Attendance is limited to 50 per seminar, so call for reservations, 955-8821.

Ehren Jordan is a genius, the winemaker extraordinaire of Turley Wine Cellars. Jordan also makes wine for Neyers Vineyards and with his wife, Anne-Marie Failla, for their new small Sonoma Coast winery, Failla-Jordan.

Unlike a lot of wine superstars, Jordan is a little reclusive. The picture of him on the Turley Wine Cellars Web site has his face half-covered. But the wine world seeks him out anyway. Turley wines are cult classics -- hard-to-get, expensive, unusual. At Turley -- which belongs to the brother of famous winemaker Helen Turley -- Jordan makes ultraconcentrated zinfandels from a half-dozen single vineyards.

And if zinfandels seem too mainstream, he also makes single-vineyard petite sirah, a different grape from syrah that is hardly ever made into a varietal wine, especially of this caliber. And just to add to the mix, Jordan also makes a white wine -- not a chardonnay, of course, but a blend of two Provençal white grapes, Rousanne and Viognier.

The tasting: 50 Hawaii people will be among the first to taste 2000 Turley zins ("Juvenile Vineyard," "Old Vineyard," "Duarte Vineyard," "Meade Ranch," "Grist Vineyard" and "Turley Estate"), petite sirahs ("Turley Estate" and "Rattlesnake Vineyard") and the brand-new 2001 Rousanne/ Viognier.

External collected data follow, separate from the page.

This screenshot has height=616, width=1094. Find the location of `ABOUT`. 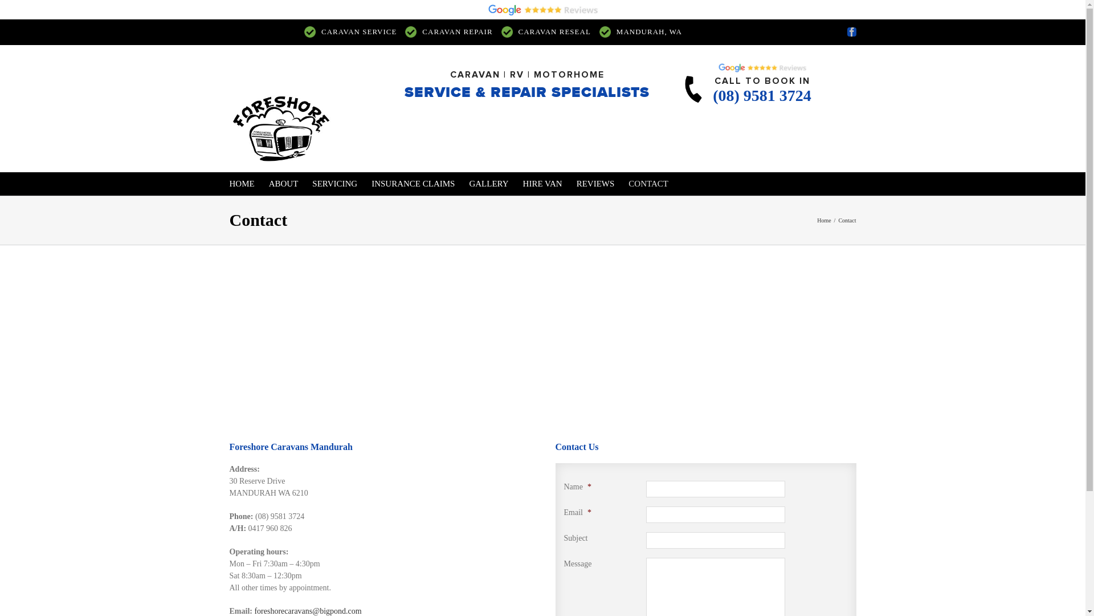

ABOUT is located at coordinates (284, 184).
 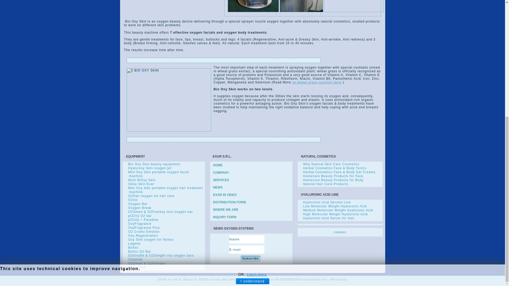 I want to click on Oxygen Bar, so click(x=138, y=204).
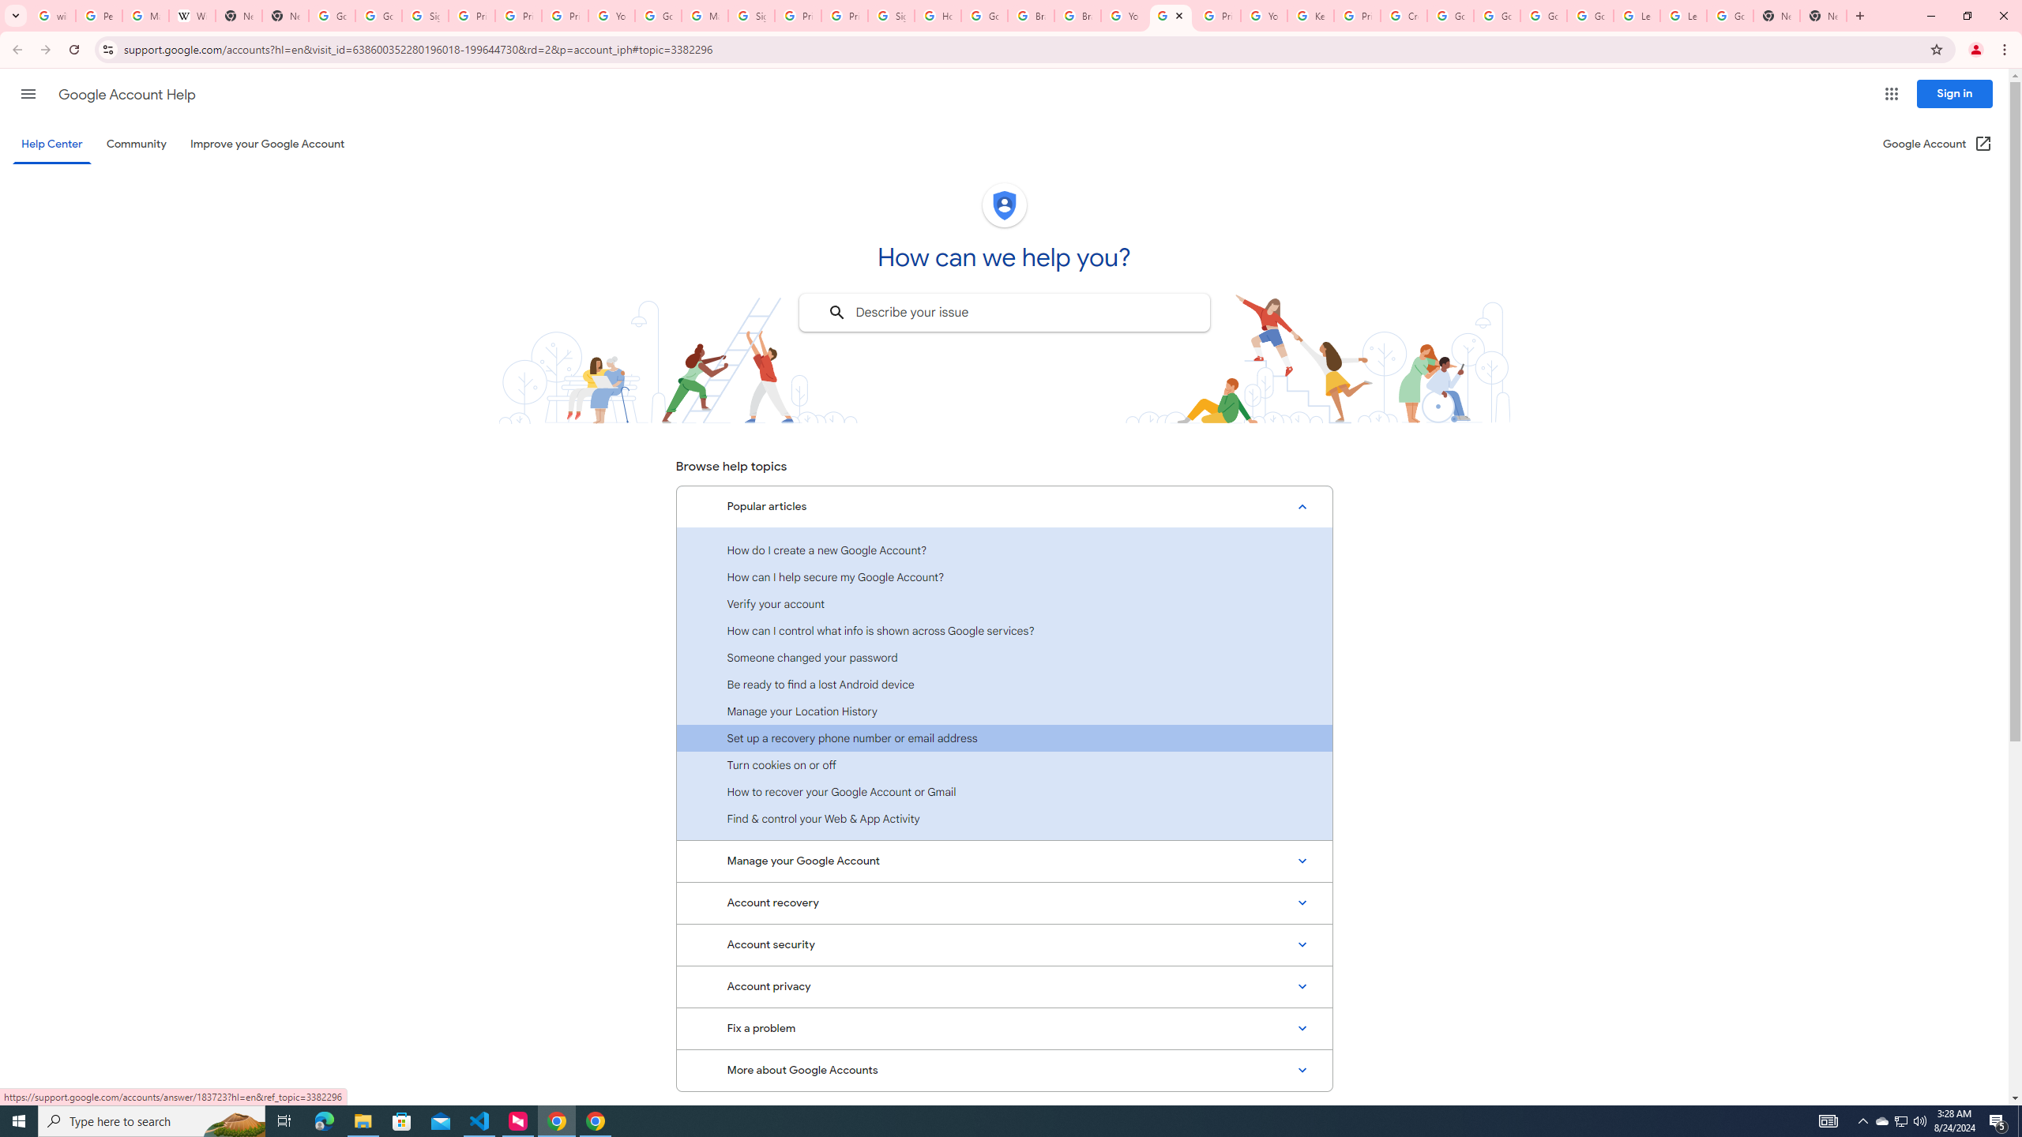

Unfortunately, this tasting is sold out, with a waiting list, but there are two others, equally exciting.

The roaring success of Kendall-Jackson chardonnay has built a wine empire for owner Jess Jackson, one of the most innovative men in the wine business.

KJ wines are sourced from all over California, from the Sonoma Coast to Santa Barbara. As such, the company has been able to identify properties where varietals of grapes grow best, which allows Kendall-Jackson to fast-track single-appellation varietal wines under the "Great Estates" label that it believes are among the best in the country.

The tasting: Gary Patzwald, director of red wine for Kendall-Jackson Great Estates, will lead a "Rate the Great" blind tasting of benchmark cabernet sauvignons and chardonnays from the best growing regions in California.

There will be two flights of chardonnay, one from the Sonoma Coast (KJ Great Estates, Neyers, Flowers, Williams-Selyem), one from Monterey (KJ Great Estates, Testarossa, Talbott, Mer et Soleil). And two flights of cabernet sauvignon, one from the Alexander Valley (KJ Great Estates, Jordan, Rodney Strong Alexander's Crown), and one from Napa (KJ Great Estates, Dunn, Caymus, Robert Mondavi Reserve).

Tickets for the 1 p.m. tasting are $100. Although this is a little expensive, it's a chance to taste 15 wines that can cost $100 or more a bottle. And often, even if you were willing and able to buy a bottle of each, you wouldn't be able to find them all. Even Kendall-Jackson may have a little trouble, so a few substitutions are possible, but all will be benchmark wines, the kind others are measured against.

Warren Winiarski changed the world of wine. In 1970, he realized that the Stag's Leap area of the Napa Valley could grow great cabernet sauvignon, and he has become one of the great champions of terroir in American wine -- that combination of soil, microclimate and cultivation that adds a kind of "somewhereness" to wine.

That alone would be a great achievement, but in addition, Winiarski's 1973 Stag's Leap Cabernet was entered in the 1976 Bicentennial Tasting in Paris. The French judges (many of whom had publicly insisted California could not produce great wine) rated it first in a blind tasting against some of the greatest French reds.

The French judges tried to bury the results, but fortunately a reporter from Time magazine was on the scene, and the rest became history, as the California wine industry finally gained international stature.

The tasting: Winiarski will lead a tasting of cabernet sauvignon from different vineyards, and cabernets from the same vineyards, but different years (Stag's Leap Wine Cellars S.L.V. 1985, 1990 and 1998, Stag's Leap Wine Cellars Fay 1990 and 1998, Stag's Leap Wine Cellars Cask 23 1985, 1990 and 1998).

They are great cabernets. Of all the star winemakers from the '70s, Winiarski is the one whose reputation has endured best.

The 2 p.m. tasting ($100) will probably be the only time in Hawaii that you will be able to taste all these wines.


Richard Field owns R. Field Food and Wine Co. and is an organizer of "Hawai'i Uncorked."